Our nation's debt is literally indenturing our children to our international debt holders, but most Americans don't care because they are more concerned about the latest saga involving Snooki on Jersey Shore rather than what really matters, our country’s future.

Wednesday, September 29, 2010

WSJ: Pink Cadillac The Communist Party propaganda film with an all-American sponsor.

With a Marxist in the White House this is a match made in heaven.

The Communist Party propaganda film with an all-American sponsor.


Moviegoers in China will probably find few surprises in the Communist Party's latest propaganda biopic, "The Great Achievement of Founding the Party." But readers outside of China may be surprised to learn the identity of the film's sponsor: Cadillac.

Maybe we should have seen this brand alignment coming. Cadillac has been selling smartly in China since launching there in 2004, providing a rare bit of good news for General Motors. The Communist Party's new film, glittering with the brightest stars of the Chinese screen, represents great visibility. Perhaps there will even be an opportunity for product placement, such as the Red Army parading "capitalist roaders" in a classic Coupe de Ville.

Cadillacs have long inspired awe in China. In 1985, a state-owned investment company imported a fleet of 20 stretch limousines, the company's first delivery to China since before the revolution. At a ceremony in Beijing, hundreds of Mao-suited bystanders stared in wonder at the 22-foot-long land yachts, pimped out with color TVs and ice buckets. The purchase price represented 115 years of an average worker's wage, according to one contemporaneous American newspaper account.

Today, a vibrant middle class has made China the largest car market in the world. But elite civil servants still lust after Detroit iron and German coachwork. Tour any major boulevard in Beijing or Shanghai and you'll see that the party's periodic edicts against conspicuous consumption have not stanched the taste for Benzes and Caddys.
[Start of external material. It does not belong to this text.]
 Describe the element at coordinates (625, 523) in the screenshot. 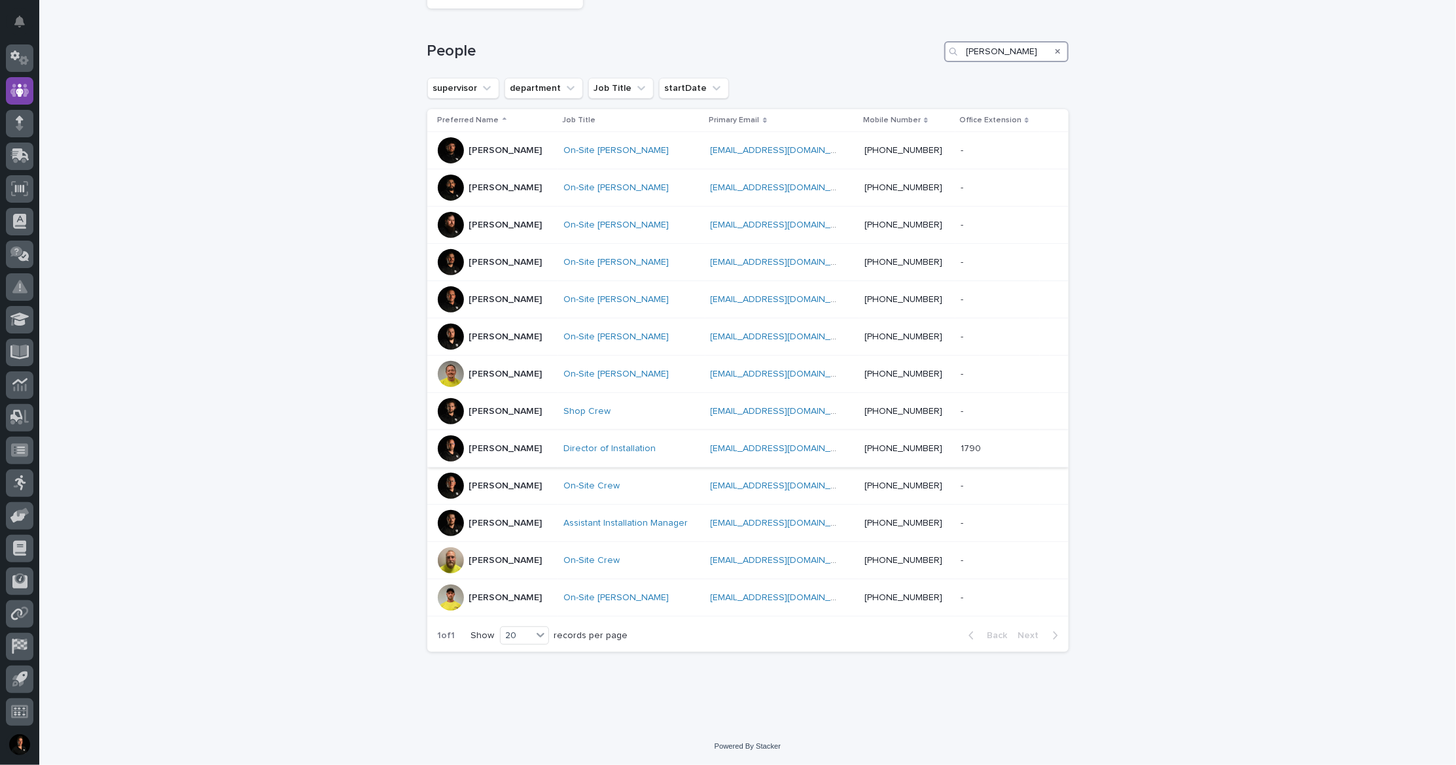

I see `a: Assistant Installation Manager` at that location.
Like any company doing business in China these days, Cadillac can hardly afford not to play along. It's probably money well spent to have the film's cast roll up Hollywood-style to the premiere in shiny new Escalades. It seems Cold War ideological enemies have traded places, or—given GM's recent history—perhaps met somewhere in the middle.
As we all know the majority shareholder in GM (Government Motors) is the American taxpayer so we went from fighting Communism all around the world to now sponsoring Communist propaganda films?

So my question for you is does this latest development make us all Communists?